High Gold Prices Giving Old Mine New Life

Pouring molten gold
CNBC
Pouring molten gold

The easy gold was mined more than 100 years ago in Cripple Creek, Co. The town is now more of a gambling attraction.

The gold left in the hills just above the town, about an hour outside Colorado Springs, is in low-grade, small concentrations, which take a lot more work to mine and process.

But with gold well north of $1,000 an ounce, the economics of mining, even low-grade gold, have never been better.

"We're actually plowing more money into this operation nowadays than we are drawing off of it, and that's so we can extend the life of this mine," says Ray Dubois, VP and general manager of the Cripple Creek & Victor Mine.

Anglogold Ashanti gained full ownership of this mine in 2008, and the gold producer has been investing in expanding production, literally giving the mine and the 300 jobs that it supports a new lease on life.

"We're at the end of a major extension project here that took the mine life, added four years from 2012 to 2016" says Dubois. "We're going to put a hundred more into the place to take it into the mid 2020s."

The mine operates 24 hours a day. Crews literally blast the gold out of the rock, then trucks that stand two stories carry the stones to a crusher.

The smaller crushed stones are then soaked in a giant vat of low-grade cyanide, which leaches the gold from the rock.

The gold is refined and poured into rough cones of gold, that average 60 to 70 pounds.

It takes about 750 truckloads—a full day's work—to make one of those cones. It works out to about 250 tons of rock to produce two ounces of gold.

In 2010 the Cripple Creek & Victor Mine produced 230,000 ounces of gold.

By comparison, the world's largest mine produced 10 times that. Yanachocha in Peru, a joint venture of Newmont and Buenaventura, likely produced around two million ounces in 2010, according to Jeffrey Christian of CPM Group.

Anglogold is betting that high gold prices will make its investment in Cripple Creek & Victor pay off in the years to come.

The workers and the communites that depend on the mining jobs here are hoping it does, too.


# About this task
Among the lines of the material below, how many carry the word "symphysis"? Only the number is wanted.
-- -- --
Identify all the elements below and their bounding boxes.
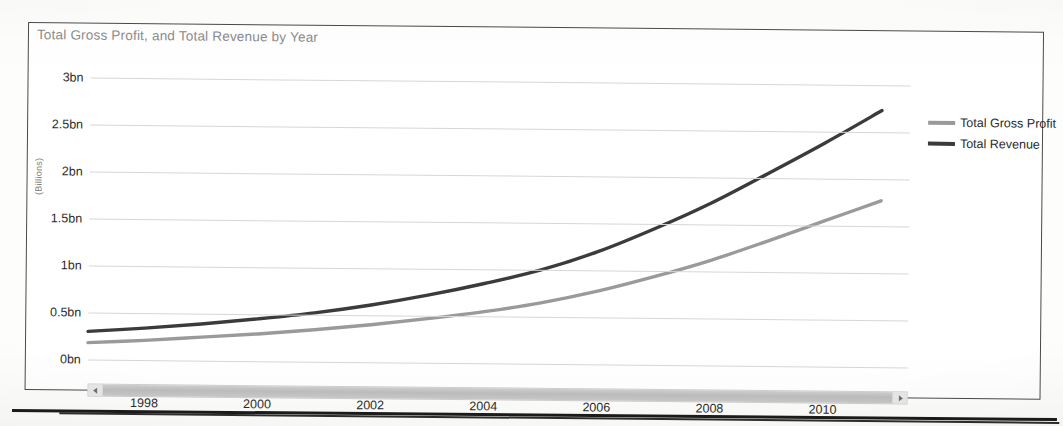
y-axis-tick-label: 1bn [61,258,82,272]
plot-area: 0bn0.5bn1bn1.5bn2bn2.5bn3bn [88,78,911,368]
legend-color-swatch [928,142,955,146]
horizontal-scrollbar[interactable] [87,384,907,405]
chart-title: Total Gross Profit, and Total Revenue by… [37,27,318,45]
scroll-right-arrow-icon[interactable] [893,392,906,403]
legend-item[interactable]: Total Gross Profit [928,116,1063,131]
x-axis-tick-label: 2008 [695,401,723,415]
y-axis-tick-label: 2.5bn [52,117,83,131]
series-line [88,103,882,339]
y-axis-tick-label: 0.5bn [50,305,81,319]
y-axis-title: (Billions) [33,158,43,196]
x-axis-tick-label: 1998 [130,396,158,410]
x-axis-tick-label: 2006 [582,400,610,414]
x-axis-tick-label: 2002 [356,398,384,412]
chart-legend: Total Gross ProfitTotal Revenue [928,116,1063,159]
legend-item[interactable]: Total Revenue [928,137,1063,152]
y-axis-tick-label: 2bn [62,164,83,178]
scrollbar-thumb[interactable] [101,385,893,404]
legend-item-label: Total Revenue [960,137,1040,152]
legend-color-swatch [928,121,955,125]
legend-item-label: Total Gross Profit [960,116,1056,131]
x-axis-tick-label: 2004 [469,399,497,413]
chart-container: Total Gross Profit, and Total Revenue by… [25,22,1044,400]
y-axis-tick-label: 0bn [60,352,81,366]
y-axis-tick-label: 1.5bn [51,211,82,225]
x-axis-tick-label: 2000 [243,397,271,411]
x-axis-tick-label: 2010 [809,402,837,416]
y-axis-tick-label: 3bn [63,70,84,84]
scroll-left-arrow-icon[interactable] [88,385,101,396]
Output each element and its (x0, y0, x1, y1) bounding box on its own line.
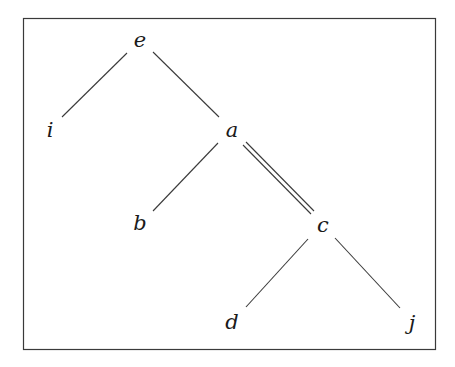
node-c: c (317, 213, 329, 237)
node-d: d (225, 310, 238, 334)
edge-a-b (153, 143, 218, 211)
node-a: a (226, 118, 239, 142)
edge-e-i (62, 53, 127, 117)
node-b: b (133, 211, 146, 235)
node-e: e (134, 28, 146, 52)
edge-c-d (246, 239, 308, 307)
diagram-frame (24, 19, 436, 350)
node-j: j (405, 311, 416, 335)
tree-diagram: e i a b c d j (0, 0, 455, 367)
edge-e-a (153, 52, 219, 117)
edge-c-j (335, 238, 400, 308)
node-i: i (47, 118, 54, 142)
edge-a-c-double (243, 142, 314, 214)
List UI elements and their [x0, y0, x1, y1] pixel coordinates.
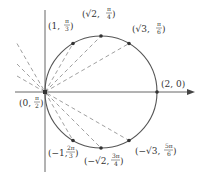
svg-text:4: 4: [107, 13, 111, 20]
svg-text:): ): [70, 21, 74, 31]
label-p0: (0, π 2 ): [19, 94, 44, 109]
svg-text:π: π: [107, 5, 111, 12]
label-p4: (2, 0): [161, 79, 185, 89]
svg-text:2π: 2π: [67, 144, 75, 151]
svg-text:): ): [162, 24, 166, 34]
polar-diagram: (1, π 3 ) (√2, π 4 ) (√3, π 6 ) (2, 0) (…: [0, 0, 202, 181]
svg-text:π: π: [35, 94, 39, 101]
svg-text:(−√3,: (−√3,: [135, 146, 160, 156]
svg-text:): ): [40, 98, 44, 108]
svg-text:(−√2,: (−√2,: [84, 156, 109, 166]
svg-text:π: π: [65, 17, 69, 24]
label-p7: (−√3, 5π 6 ): [135, 142, 177, 157]
svg-text:): ): [120, 156, 124, 166]
svg-text:(−1,: (−1,: [48, 148, 68, 158]
label-p5: (−1, 2π 3 ): [48, 144, 79, 159]
svg-text:6: 6: [157, 28, 161, 35]
svg-text:2: 2: [35, 102, 39, 109]
svg-text:π: π: [157, 20, 161, 27]
svg-text:(0,: (0,: [19, 98, 31, 108]
label-p3: (√3, π 6 ): [132, 20, 166, 35]
svg-text:4: 4: [114, 160, 118, 167]
svg-text:(√2,: (√2,: [82, 9, 100, 19]
svg-text:3π: 3π: [112, 152, 120, 159]
label-p6: (−√2, 3π 4 ): [84, 152, 124, 167]
svg-text:(2, 0): (2, 0): [161, 79, 185, 89]
svg-text:): ): [112, 9, 116, 19]
svg-text:): ): [173, 146, 177, 156]
label-p1: (1, π 3 ): [48, 17, 74, 32]
svg-text:3: 3: [69, 152, 73, 159]
svg-text:5π: 5π: [165, 142, 173, 149]
axis-arrow-icon: [187, 89, 195, 95]
svg-text:): ): [75, 148, 79, 158]
svg-text:(1,: (1,: [48, 21, 60, 31]
svg-text:3: 3: [65, 25, 69, 32]
svg-text:6: 6: [167, 150, 171, 157]
svg-text:(√3,: (√3,: [132, 24, 150, 34]
label-p2: (√2, π 4 ): [82, 5, 116, 20]
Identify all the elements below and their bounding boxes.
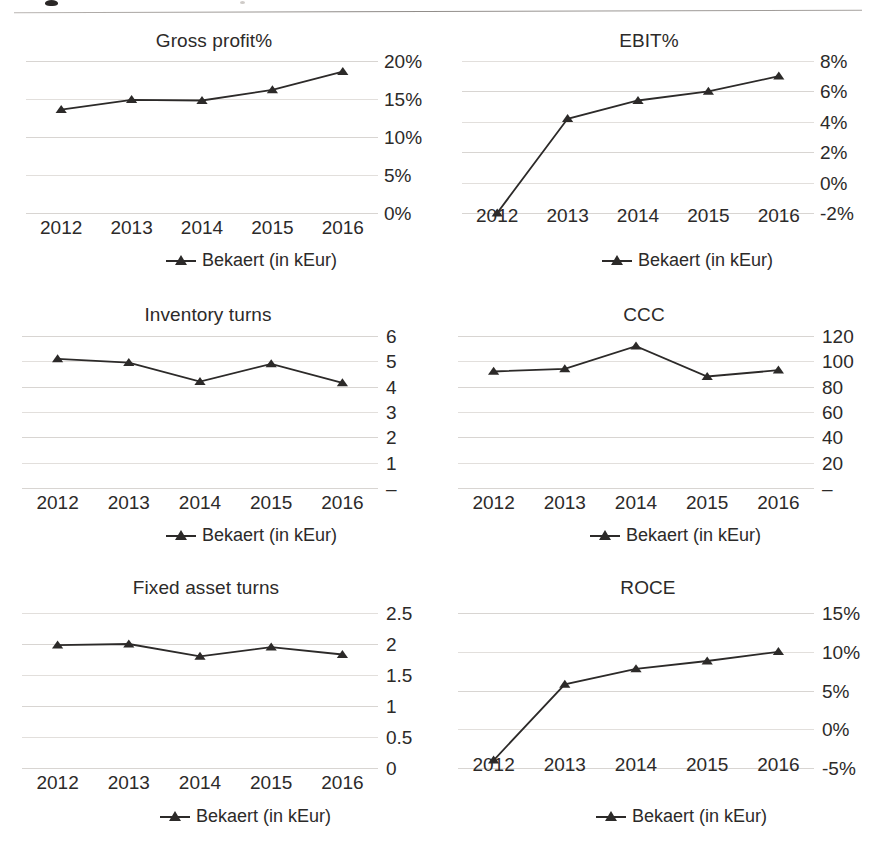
y-axis-tick-label: 0% xyxy=(822,720,849,739)
chart-panel-fixed-asset-turns: Fixed asset turns 00.511.522.5 201220132… xyxy=(0,563,436,839)
y-axis-tick-label: 15% xyxy=(822,604,860,623)
x-axis-tick-label: 2014 xyxy=(617,206,659,225)
series-line xyxy=(494,346,779,376)
x-axis-tick-label: 2016 xyxy=(321,493,363,512)
x-axis-labels: 20122013201420152016 xyxy=(462,206,814,230)
y-axis-tick-label: 100 xyxy=(822,352,854,371)
series-marker xyxy=(266,643,277,651)
plot-area xyxy=(22,613,378,768)
y-axis-tick-label: 20 xyxy=(822,453,843,472)
chart-title: EBIT% xyxy=(431,30,867,52)
series-marker xyxy=(773,647,784,655)
x-axis-tick-label: 2012 xyxy=(40,218,82,237)
y-axis-tick-label: 4 xyxy=(386,377,397,396)
y-axis-tick-label: 0 xyxy=(386,759,397,778)
legend-marker-icon xyxy=(160,810,190,822)
x-axis-tick-label: 2016 xyxy=(322,218,364,237)
x-axis-tick-label: 2014 xyxy=(179,773,221,792)
chart-legend: Bekaert (in kEur) xyxy=(590,524,761,546)
plot-area xyxy=(26,61,378,213)
y-axis-labels: –20406080100120 xyxy=(822,336,872,488)
legend-marker-icon xyxy=(602,254,632,266)
legend-marker-icon xyxy=(166,254,196,266)
x-axis-labels: 20122013201420152016 xyxy=(458,755,814,779)
chart-title: Inventory turns xyxy=(0,304,426,326)
y-axis-tick-label: 6% xyxy=(820,82,847,101)
series-marker xyxy=(773,366,784,374)
x-axis-tick-label: 2016 xyxy=(758,206,800,225)
x-axis-tick-label: 2014 xyxy=(615,493,657,512)
legend-marker-icon xyxy=(596,810,626,822)
gridline xyxy=(22,768,378,769)
plot-area xyxy=(462,61,814,213)
x-axis-tick-label: 2012 xyxy=(472,493,514,512)
chart-legend: Bekaert (in kEur) xyxy=(166,249,337,271)
y-axis-tick-label: 10% xyxy=(384,128,422,147)
y-axis-tick-label: 60 xyxy=(822,403,843,422)
y-axis-tick-label: 2% xyxy=(820,143,847,162)
y-axis-tick-label: 5% xyxy=(822,681,849,700)
y-axis-tick-label: 2 xyxy=(386,428,397,447)
data-series xyxy=(26,61,378,213)
x-axis-tick-label: 2016 xyxy=(757,493,799,512)
chart-title: CCC xyxy=(426,304,862,326)
x-axis-tick-label: 2016 xyxy=(321,773,363,792)
x-axis-tick-label: 2012 xyxy=(476,206,518,225)
chart-panel-ccc: CCC –20406080100120 20122013201420152016… xyxy=(436,290,872,566)
x-axis-tick-label: 2014 xyxy=(181,218,223,237)
x-axis-tick-label: 2013 xyxy=(544,755,586,774)
x-axis-tick-label: 2015 xyxy=(250,773,292,792)
x-axis-tick-label: 2013 xyxy=(108,493,150,512)
y-axis-labels: -2%0%2%4%6%8% xyxy=(820,61,872,213)
legend-label: Bekaert (in kEur) xyxy=(202,250,337,271)
chart-panel-inventory-turns: Inventory turns –123456 2012201320142015… xyxy=(0,290,436,566)
legend-label: Bekaert (in kEur) xyxy=(196,806,331,827)
data-series xyxy=(458,336,814,488)
x-axis-tick-label: 2013 xyxy=(108,773,150,792)
legend-marker-icon xyxy=(590,529,620,541)
y-axis-tick-label: 0% xyxy=(820,173,847,192)
x-axis-tick-label: 2013 xyxy=(544,493,586,512)
x-axis-tick-label: 2015 xyxy=(686,493,728,512)
y-axis-tick-label: 120 xyxy=(822,327,854,346)
data-series xyxy=(22,336,378,488)
chart-panel-ebit: EBIT% -2%0%2%4%6%8% 20122013201420152016… xyxy=(436,16,872,292)
y-axis-tick-label: 3 xyxy=(386,403,397,422)
y-axis-tick-label: 0% xyxy=(384,204,411,223)
gridline xyxy=(458,488,814,489)
x-axis-labels: 20122013201420152016 xyxy=(458,493,814,517)
y-axis-tick-label: 2.5 xyxy=(386,604,412,623)
series-marker xyxy=(337,67,348,75)
plot-area xyxy=(458,336,814,488)
x-axis-tick-label: 2014 xyxy=(179,493,221,512)
y-axis-tick-label: 80 xyxy=(822,377,843,396)
scan-artifact-speck xyxy=(240,1,245,4)
x-axis-labels: 20122013201420152016 xyxy=(22,773,378,797)
x-axis-tick-label: 2015 xyxy=(687,206,729,225)
y-axis-tick-label: 6 xyxy=(386,327,397,346)
legend-label: Bekaert (in kEur) xyxy=(626,525,761,546)
legend-label: Bekaert (in kEur) xyxy=(632,806,767,827)
x-axis-tick-label: 2013 xyxy=(110,218,152,237)
chart-title: Fixed asset turns xyxy=(0,577,424,599)
x-axis-tick-label: 2016 xyxy=(757,755,799,774)
series-marker xyxy=(630,342,641,350)
data-series xyxy=(462,61,814,213)
y-axis-tick-label: 20% xyxy=(384,52,422,71)
y-axis-tick-label: 1.5 xyxy=(386,666,412,685)
y-axis-tick-label: 4% xyxy=(820,112,847,131)
y-axis-tick-label: 2 xyxy=(386,635,397,654)
page-divider-rule xyxy=(14,10,862,14)
y-axis-tick-label: 40 xyxy=(822,428,843,447)
x-axis-tick-label: 2015 xyxy=(250,493,292,512)
y-axis-tick-label: – xyxy=(822,479,833,498)
series-marker xyxy=(773,72,784,80)
y-axis-tick-label: 10% xyxy=(822,642,860,661)
chart-title: ROCE xyxy=(430,577,866,599)
y-axis-tick-label: 1 xyxy=(386,453,397,472)
y-axis-tick-label: 0.5 xyxy=(386,728,412,747)
y-axis-tick-label: 1 xyxy=(386,697,397,716)
series-marker xyxy=(266,359,277,367)
legend-marker-icon xyxy=(166,529,196,541)
x-axis-tick-label: 2015 xyxy=(686,755,728,774)
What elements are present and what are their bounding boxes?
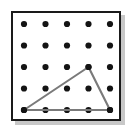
peg-dot xyxy=(107,85,113,91)
geoboard-canvas xyxy=(0,0,134,131)
peg-dot xyxy=(64,21,70,27)
triangle-vertex-peg xyxy=(85,64,91,70)
peg-dot xyxy=(42,64,48,70)
triangle-vertex-peg xyxy=(21,107,27,113)
peg-dot xyxy=(107,21,113,27)
peg-dot xyxy=(42,85,48,91)
triangle-vertex-peg xyxy=(107,107,113,113)
peg-dot xyxy=(42,42,48,48)
peg-dot xyxy=(21,21,27,27)
peg-dot xyxy=(107,42,113,48)
peg-dot xyxy=(85,42,91,48)
peg-dot xyxy=(85,21,91,27)
peg-dot xyxy=(21,85,27,91)
peg-dot xyxy=(64,85,70,91)
peg-dot xyxy=(21,64,27,70)
peg-dot xyxy=(64,64,70,70)
peg-dot xyxy=(42,21,48,27)
peg-dot xyxy=(107,64,113,70)
peg-dot xyxy=(21,42,27,48)
peg-dot xyxy=(64,42,70,48)
geoboard-figure xyxy=(0,0,134,131)
peg-dot xyxy=(85,85,91,91)
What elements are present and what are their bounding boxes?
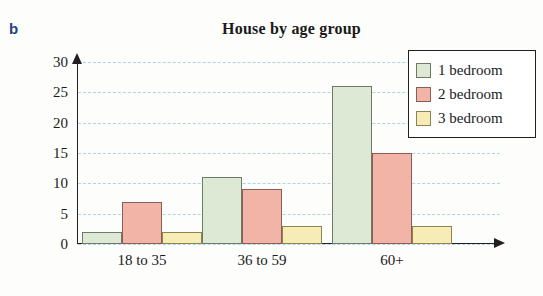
bar: [82, 232, 122, 244]
bar: [372, 153, 412, 244]
bar: [332, 86, 372, 244]
chart-title: House by age group: [0, 20, 543, 38]
x-axis-category-label: 36 to 59: [237, 252, 286, 269]
legend-swatch-icon: [416, 63, 431, 78]
legend-item: 2 bedroom: [416, 82, 527, 106]
y-axis-tick-label: 15: [22, 145, 68, 162]
y-axis-tick-label: 0: [22, 236, 68, 253]
legend-swatch-icon: [416, 111, 431, 126]
bar: [412, 226, 452, 244]
legend-swatch-icon: [416, 87, 431, 102]
legend-label: 3 bedroom: [438, 110, 503, 127]
y-axis-tick-labels: 051015202530: [22, 0, 68, 296]
bar: [242, 189, 282, 244]
y-axis-tick-label: 10: [22, 175, 68, 192]
x-axis-category-label: 18 to 35: [117, 252, 166, 269]
bar: [122, 202, 162, 244]
y-axis-tick-label: 20: [22, 114, 68, 131]
legend-label: 2 bedroom: [438, 86, 503, 103]
legend-item: 3 bedroom: [416, 106, 527, 130]
bar: [282, 226, 322, 244]
bar: [202, 177, 242, 244]
gridline: [78, 244, 500, 245]
legend-label: 1 bedroom: [438, 62, 503, 79]
y-axis-tick-label: 25: [22, 84, 68, 101]
bar: [162, 232, 202, 244]
legend-item: 1 bedroom: [416, 58, 527, 82]
y-axis-tick-label: 5: [22, 205, 68, 222]
y-axis-tick-label: 30: [22, 54, 68, 71]
x-axis-category-label: 60+: [380, 252, 403, 269]
chart-legend: 1 bedroom2 bedroom3 bedroom: [408, 50, 536, 138]
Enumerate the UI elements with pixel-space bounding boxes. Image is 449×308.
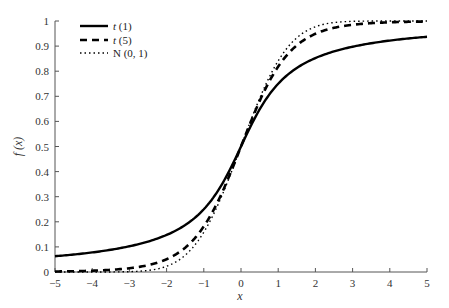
- cdf-chart: −5−4−3−2−101234500.10.20.30.40.50.60.70.…: [0, 0, 449, 308]
- x-axis-label: x: [236, 289, 243, 303]
- axes: −5−4−3−2−101234500.10.20.30.40.50.60.70.…: [11, 15, 430, 303]
- y-tick-label: 0: [44, 266, 50, 278]
- x-tick-label: 1: [275, 277, 281, 289]
- y-tick-label: 0.9: [35, 40, 49, 52]
- x-tick-label: 2: [313, 277, 319, 289]
- y-tick-label: 0.3: [35, 191, 49, 203]
- y-tick-label: 0.1: [35, 241, 49, 253]
- y-tick-label: 0.4: [35, 166, 49, 178]
- y-tick-label: 0.2: [35, 216, 49, 228]
- y-tick-label: 0.6: [35, 115, 49, 127]
- series-line-dotted: [55, 21, 427, 272]
- x-tick-label: −5: [49, 277, 61, 289]
- legend: t (1)t (5)N (0, 1): [80, 20, 148, 60]
- x-tick-label: 4: [387, 277, 393, 289]
- x-tick-label: 5: [424, 277, 430, 289]
- legend-label: t (1): [113, 20, 132, 33]
- x-tick-label: −3: [124, 277, 136, 289]
- y-tick-label: 0.5: [35, 141, 49, 153]
- plot-lines: [55, 21, 427, 272]
- legend-label: N (0, 1): [113, 47, 148, 60]
- x-tick-label: 0: [238, 277, 244, 289]
- x-tick-label: 3: [350, 277, 356, 289]
- y-axis-label: f (x): [11, 137, 25, 157]
- y-tick-label: 0.8: [35, 65, 49, 77]
- y-tick-label: 0.7: [35, 90, 49, 102]
- x-tick-label: −4: [86, 277, 98, 289]
- legend-label: t (5): [113, 34, 132, 47]
- y-tick-label: 1: [44, 15, 50, 27]
- x-tick-label: −1: [198, 277, 210, 289]
- x-tick-label: −2: [161, 277, 173, 289]
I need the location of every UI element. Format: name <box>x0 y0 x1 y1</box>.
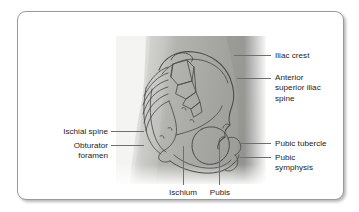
label-pubic-tubercle: Pubic tubercle <box>275 139 327 149</box>
pelvis-illustration-svg <box>116 36 266 184</box>
leader-line-iliac-crest <box>234 55 271 56</box>
label-obturator-foramen: Obturator foramen <box>38 141 108 162</box>
label-ischial-spine: Ischial spine <box>38 127 108 137</box>
leader-line-pubic-tubercle <box>240 143 271 144</box>
figure-container: Iliac crest Anterior superior iliac spin… <box>0 0 359 212</box>
leader-line-ischial-spine <box>111 131 144 132</box>
label-pubic-symphysis: Pubic symphysis <box>275 153 313 174</box>
leader-line-obturator-foramen <box>111 145 144 146</box>
panel-right-fade <box>244 36 266 184</box>
leader-line-ischium <box>183 146 184 185</box>
figure-card: Iliac crest Anterior superior iliac spin… <box>17 11 344 200</box>
leader-line-pubis <box>219 143 220 185</box>
panel-bottom-fade <box>116 164 266 184</box>
panel-left-fade <box>116 36 142 184</box>
label-pubis: Pubis <box>200 188 240 198</box>
label-iliac-crest: Iliac crest <box>275 51 309 61</box>
leader-line-anterior-superior-iliac-spine <box>237 78 271 79</box>
label-anterior-superior-iliac-spine: Anterior superior iliac spine <box>275 73 321 104</box>
pelvis-illustration-panel <box>116 36 266 184</box>
leader-line-pubic-symphysis <box>240 157 271 158</box>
-- -- --
# Finished task
2